Why a Grape Turns Into a Fireball in a Microwave

Nuking a grape produces sparks of plasma, as plenty of YouTube videos document. Now physicists think they can explain how that energy builds up.
bunch of grapes
Akram Elsaiegh/EyeEm/Getty Images

The internet is full of videos of thoughtful people setting things on fire. Here’s a perennial favorite: Cleave a grape in half, leaving a little skin connecting the two hemispheres. Blitz it in the microwave for five seconds. For one glorious moment, the grape halves will produce a fireball unfit for domestic life.

Physicist Stephen Bosi tried the experiment back in 2011 for the YouTube channel Veritasium, in the physics department’s break room at the University of Sydney. On camera, he and the show’s host whooped in the glow of the grape. “Who needs drugs?” Bosi yells in the video, as a particularly psychedelic plume erupts. Off-camera, they discovered they had burned the interior of the physics department microwave.

Hamza Khattak

It’s a crowd pleaser, as long as you avoid melting your kitchen appliances. But it turns out, even after millions of YouTube views and probably tens of scorched microwaves, no one knew exactly why the fireball forms. Popular online explanations usually say that the grape halves act like an antenna, and they somehow direct microwaves onto the small bridge of skin to ignite the initial spark. But nobody had actually done the math to prove it. After several summers of microwaving grape-shaped objects and simulating the microwaving of those objects, a trio of physicists in Canada may have finally figured it out.

The physicists point out that people have let themselves be distracted by the fireball: It’s “exciting and memorable” but “of secondary interest,” they write in a paper that appears today in the Proceedings of the National Academy of Sciences. The fireball is merely a beautiful, hot blob of loose electrons and ions known as a plasma. The most interesting science is contained in the steps leading up to the plasma, they say. The real question is how the grape got hot enough to produce the plasma in the first place.

So they revved up their microwave, grape after grape. They made grape replicas out of plastic beads soaked in water. They figured out a way to microwave the grape and its replicas right to the brink of plasma formation, but never letting the sparks actually fly. They even replaced the door to their microwave with a more transparent mesh so they could film the grapes more clearly.

Their conclusions: The grape is less like an antenna and more like a trombone, though for microwaves instead of sound. When you play a trombone, you push vibrating air into it. The trombone will only sustain vibrations of a particular wavelength—the musical note you hear—depending on where you’ve positioned the slide. Only certain wavelengths, known as standing waves, fit perfectly inside the trombone. As vibrating air of various wavelengths enter the trombone, the standing waves add constructively, while other wavelengths cancel each other out. In other words, the trombone amplifies the standing waves and mutes all others.

The grape, incidentally, is the perfect size for amplifying the microwaves that your kitchen machine radiates. The appliance pushes microwaves into the two grape halves, where the waves bounce around and add constructively to focus the energy to a spot on the skin. Both grape halves happen to focus the energy to the same tiny point. That intense energy jostles the atoms and molecules at that spot, heating them up so much that they can no longer hold onto their electrons, which turns them into a plasma—and boom, fireball.

A common misconception is that the microwave acts on the grape from the outside in, like frozen meat defrosting, says physicist Pablo Bianucci of Concordia University, who worked on grape simulations included in the paper. Instead, it’s important to think of the microwave interacting with the grape as a whole, with the wave entering the fruit and bouncing around its confines like an excited puppy.

They also found that the shape of the two grape halves and the little bridge of skin connecting them is not important. You can make the fireball by microwaving two whole grapes sitting side by side, for example. And it doesn’t even need to be a grape. “Anything grape-sized will work, if it’s watery enough,” says physicist Hamza Khattak, a graduate student at McMaster University who did much of the microwaving. They demonstrated this point by making fireballs out of microwaved gooseberries, large blackberries, and even quail eggs.

But it wasn’t just snack time for these physicists. The work has more serious applications too, Bosi says. His experiments with grape balls of fire began and ended with the 2011 YouTube video, but his curiosity did not. “I’m impressed with the scientific depth of the paper,” wrote Bosi in an email. In particular, he notes that authors came up with mathematical rules for describing the grape hotspot. They could conceivably shrink these rules to a smaller scale, to create similar hotspots in nanoparticles, for example. Scientists use heated nanoparticles to make very precise sensors or to facilitate chemical reactions, says Bianucci.

Still, the case isn’t completely closed. During all their microwaving, they noticed that two grapes placed side by side repeatedly bump into each other, back and forth. They don’t know why that happens, and they’ll be studying that next, says Bianucci.

For those studies, they’ll probably stick with the plastic grape replicas, rather than the fruit. “That's because they don’t go bad,” says Khattak. Maybe they could try raisins.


* What this task involves
Copy out each line of the data that includes the string "series".

* Information shown
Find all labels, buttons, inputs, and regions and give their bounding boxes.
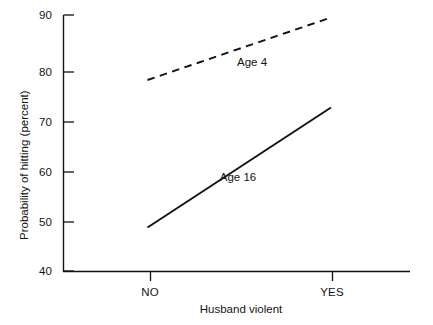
chart-figure: 90 80 70 60 50 40 NO YES Probability of …: [0, 0, 433, 325]
series-line-age-4: [148, 18, 332, 81]
y-axis-ticks: [64, 15, 75, 271]
series-line-age-16: [148, 108, 332, 228]
y-axis-title: Probability of hitting (percent): [18, 90, 30, 240]
x-axis-title: Husband violent: [161, 303, 321, 315]
x-tick-label-no: NO: [120, 286, 180, 298]
chart-canvas: [0, 0, 433, 325]
series-annotation-age-4: Age 4: [237, 56, 267, 68]
x-axis-ticks: [151, 272, 333, 282]
series-annotation-age-16: Age 16: [220, 171, 256, 183]
y-tick-label-40: 40: [22, 265, 52, 277]
y-tick-label-80: 80: [22, 66, 52, 78]
y-tick-label-90: 90: [22, 9, 52, 21]
x-tick-label-yes: YES: [302, 286, 362, 298]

* Solution to the problem
series-line-age-4: [148, 18, 332, 81]
series-line-age-16: [148, 108, 332, 228]
series-annotation-age-4: Age 4: [237, 56, 267, 68]
series-annotation-age-16: Age 16: [220, 171, 256, 183]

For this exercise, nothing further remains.